From the series: "Incas Room"

01
Digital Photography
100 x 150 cm
4 Images
2005

About this series:
After researching the Visual Arts program and visiting the building located at 680 Park Avenue, Apóstol choose the so-called Incas Room, an emblematic space located on the third floor of the Americas Society’s Georgian-style building. Used as the organization’s meeting spot for its internal affairs, the Incas Room’s walls are decorated with hand-blocked wallpaper printed in France by A. Leroy in 1832, which represents different scenes of the arrival of Spanish conqueror Francisco Pizarro to Perú. The scene, depicted in a typical ninetieth-century manner, conveys an exoticized landscape where the native dwellers of the Inca Empire cheerfully receive a triumphant Pizarro to their paradise land. Pizarro was particularly known for the cruelty and avarice when he conquered Cajamarca and brutally killed Atahualpa, the last Inca emperor, whom tried in vain to trade his life for gold and treasures that Pizarro took without pardoning his life.

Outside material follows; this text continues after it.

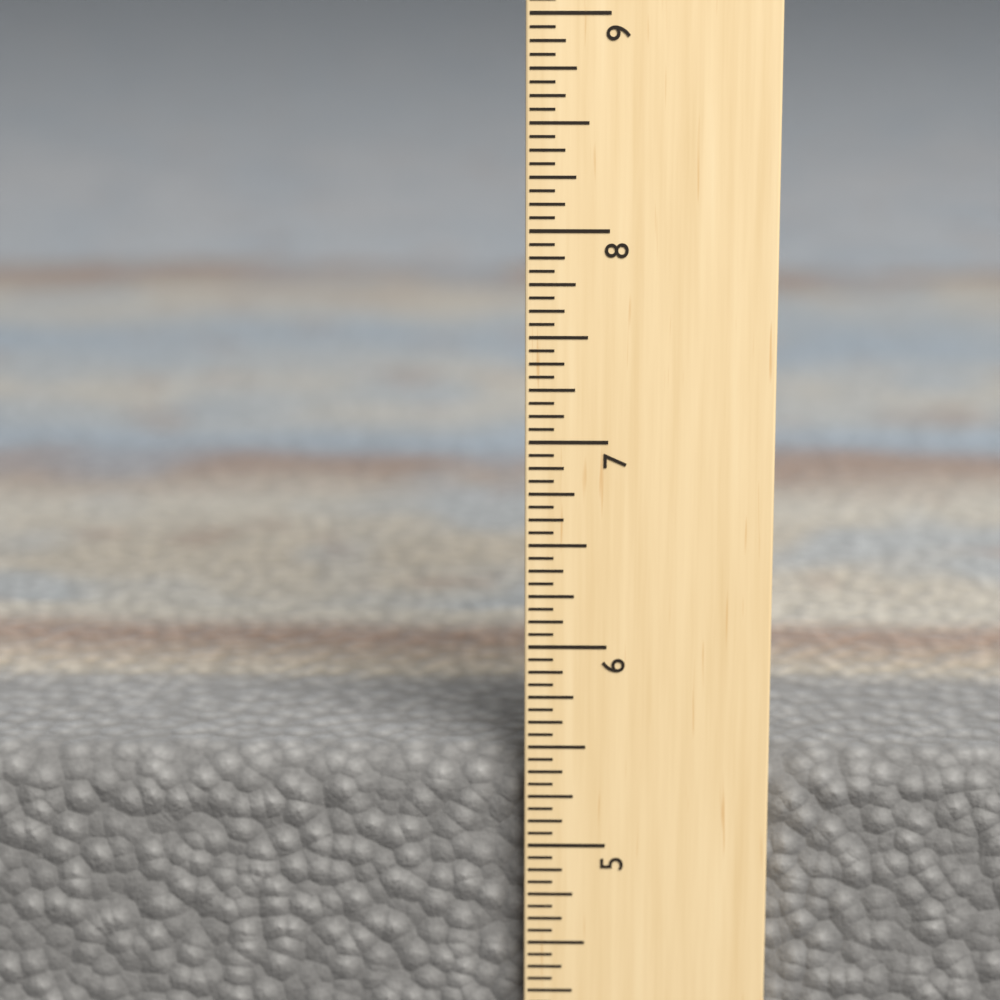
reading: 5.4375 in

Apóstol’s conceptual approach portrays a 360° panoramic view of the Incas room through a series of paired images in which binary antagonisms between geography and history are produced through stereoscopic vision. The artist compares the territorial surface of countries like Peru, El Salvador, Nicaragua, and Chile with the surface of states like Alaska, Massachusetts, New York, and Montana* through captions printed at the bottom of the left hand side image. From this perspective, territorial extension is proportionate to the power achieved by the nation-state as an entity tied to the very notion of democracy. In contrast, Apóstol brings into play random dates in which those countries were politically unstable that are printed at the bottom of the right hand side image. Both images left and right are matted within a white frame and their captions are written with red fonts, creating the effect of an elegant real estate advertising campaign where the beholder can project his or her fantasies on the image of the property they hope to buy. The paired images also suggest that geographical as well as historical facts are dialectically construed. If geography is the science of studying “the systems and processes involved in the world's weather, mountains, seas, lakes, etc. and of the ways in which countries and people organize life within an area” Apóstol’s visual stratagem emphasizes how scientific classifications reflect structures of power.

Gabriela Rangel M.

* Comparison taken from the web site of the Central Intelligence Agency CIA.